English
Wartimes: Seventeenth-Century Women’s Writing and Its Afterlives
Erin Murphy is Associate Professor in the Department of English and the Women’s, Gender, and Sexuality Studies Program. She specializes in seventeenth-century British literature and politics, as well as broader issues of gender, sexuality, and political theory. She is the author of Familial Forms: Politics and Genealogy in Seventeenth-Century English Literature (2011). She has also co-edited Milton Now: Alternative Approaches and Contexts (2014) with Catharine Gray, and a special issue of Criticism on the work of Eve Kosofsky Sedgwick with James Keith Vincent. She has published numerous essays in collections and articles in journals such as English Literary History, Studies in English Literature, and Milton Studies.

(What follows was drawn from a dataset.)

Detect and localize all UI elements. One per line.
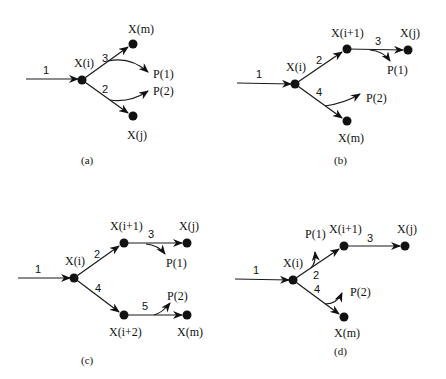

She is currently working on two book projects, Wartimes: Seventeenth-Century Women’s Writing and its Afterlives and Rude Reading: Gender, Race, Sexuality, and the work of John Milton. As part of Northeastern University’s NEH-supported ‘Intertextual Networks’ project, she is developing a digital exhibit on biblical marginalia in Lucy Hutchinson’s Order and Disorder with Chelsea Clark.
With Sarah Wall-Randall, she co-leads the interdisciplinary seminar on Women and Culture in the Early Modern World at Harvard University’s Mahindra Humanities Center. In 2017, she created the Boston University Public Humanities Undergraduate Fellows pilot program, which she ran until 2021. She has also won BU’s Metcalf Award for Excellence in Teaching.